The timber industry in Oregon is the third largest in the state, generating $18 billion and 70,000 jobs in 2016. Just under 50 percent of the state itself is forest. Logging trucks are as ubiquitous on the highways here as Subarus.
It’s a complex topic, but in short, after federal regulations in the ‘90s (remember the spotted owl?) moved logging off of federal lands, private landowners stepped in to fill the void. Now, three-quarters of the logging in the state is on private land. The state, eager to help bridge the financial gap from the ban on federal logging, kept taxes low for the private timberland owners. As a result, many of the towns now being hard hit by wildfires have suffered from a lack of logging tax revenue for years now. Reporters at ProPublica estimate that timber-dependent towns in Oregon missed out on about $2.2 billion in tax dollars from logging since 1991.
The large, private companies logging the forests of Oregon are not good stewards of the land, either. They log on a faster cycle and plant tree farms rather than managing existing forests. They organized themselves to take every advantage of the tax structures around private land ownership in the state, gobbling up 40 percent of the privately owned timberlands in Oregon.
Monied interests have always manipulated the government and the land itself. The history of Oregon doesn’t prove otherwise. In 1905, Oregon’s Land Fraud trials zeroed in on a scheme wherein land meant to be sold to settlers by the federal government to encourage development along the railroad was instead routed to private timber companies. Barflies in Portland saloons were enlisted as proxies to buy the land at a cheap price and flip it to timber interests; the scandal eventually engulfed one of Oregon’s U.S. Senators.

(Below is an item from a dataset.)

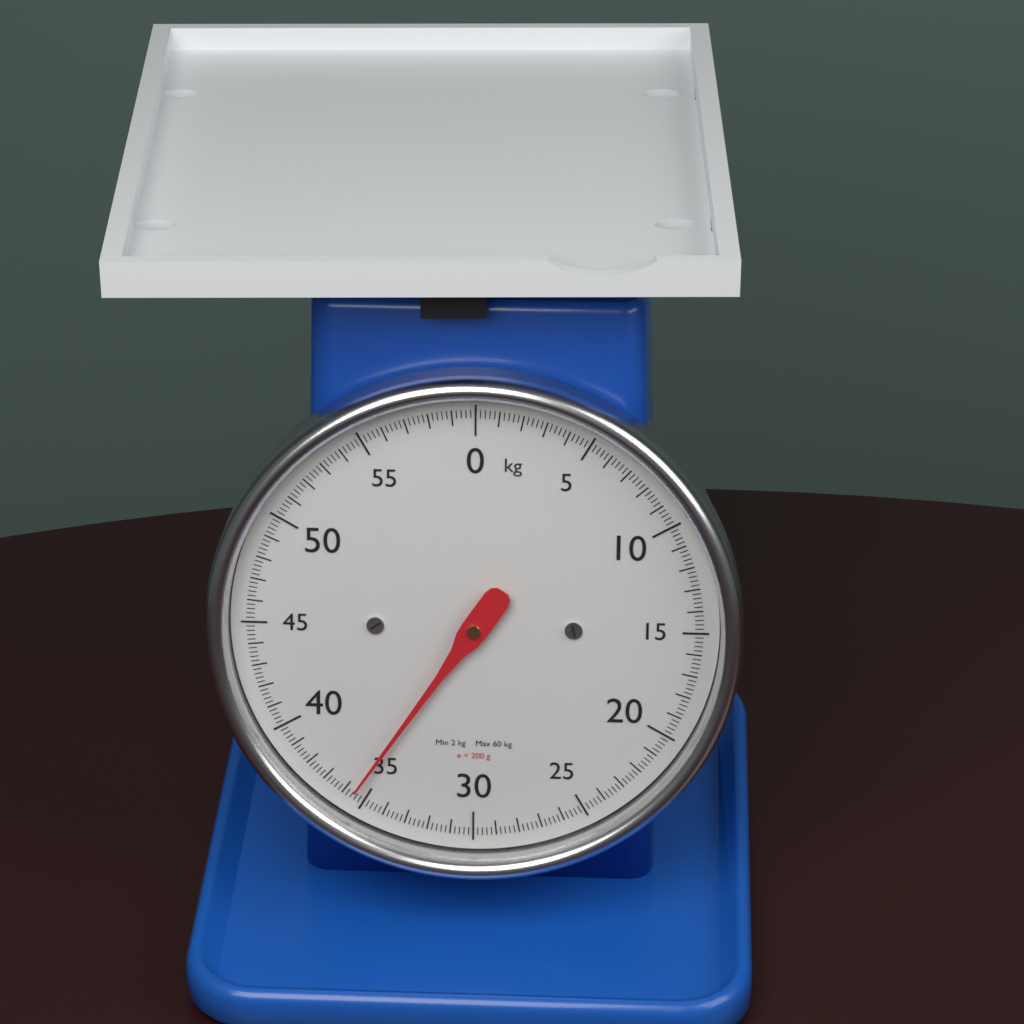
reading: 35.6 kg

[This is where the Economist would be put a photo with a caption like “Choppy roads ahead” or “Needling a solution”]
All of which is to say, the problems that Oregon has as a state, the U.S. has as a country and that capitalism has as a system are not new, but they’re just as frustrating now as 120 years ago. The Robber Barons of this gilded age look a little different—the vests are fleece and don’t have room for pocketwatch fobs—but the song remains the same. Extract, extract, extract. When there’s no incentive to invest back in local communities, we’re left with towns that are effectively hollowed out, unable to fund new roads or libraries and powerless to claim the money that should have been theirs in the first place.
The timber industry is top of mind again because of the wildfires responsible for the poisonous fog blanketing much of the Willamette Valley. Clearcutting and tree farming, practiced by those private timber companies, seem to make forest fires worse. Earlier this year, Oregon Republicans in the state legislature walked out to deny Democrats a quorum on a sure-to-pass cap-and-trade bill, which thereby killed a bill specifically addressing wildfire management issues. One of the Republican senators who walked out lost his home to the fires this week. Yeah, I really do think.
We like to say that the forests are the lungs of the earth. One of the things that I love about this state is the air, fresh and clear in the mountains, salty by the sea and always alive. Now, when I can see it better than I can breathe it, I wish that we had treated our lungs better all along. We may never be able to breathe easy again.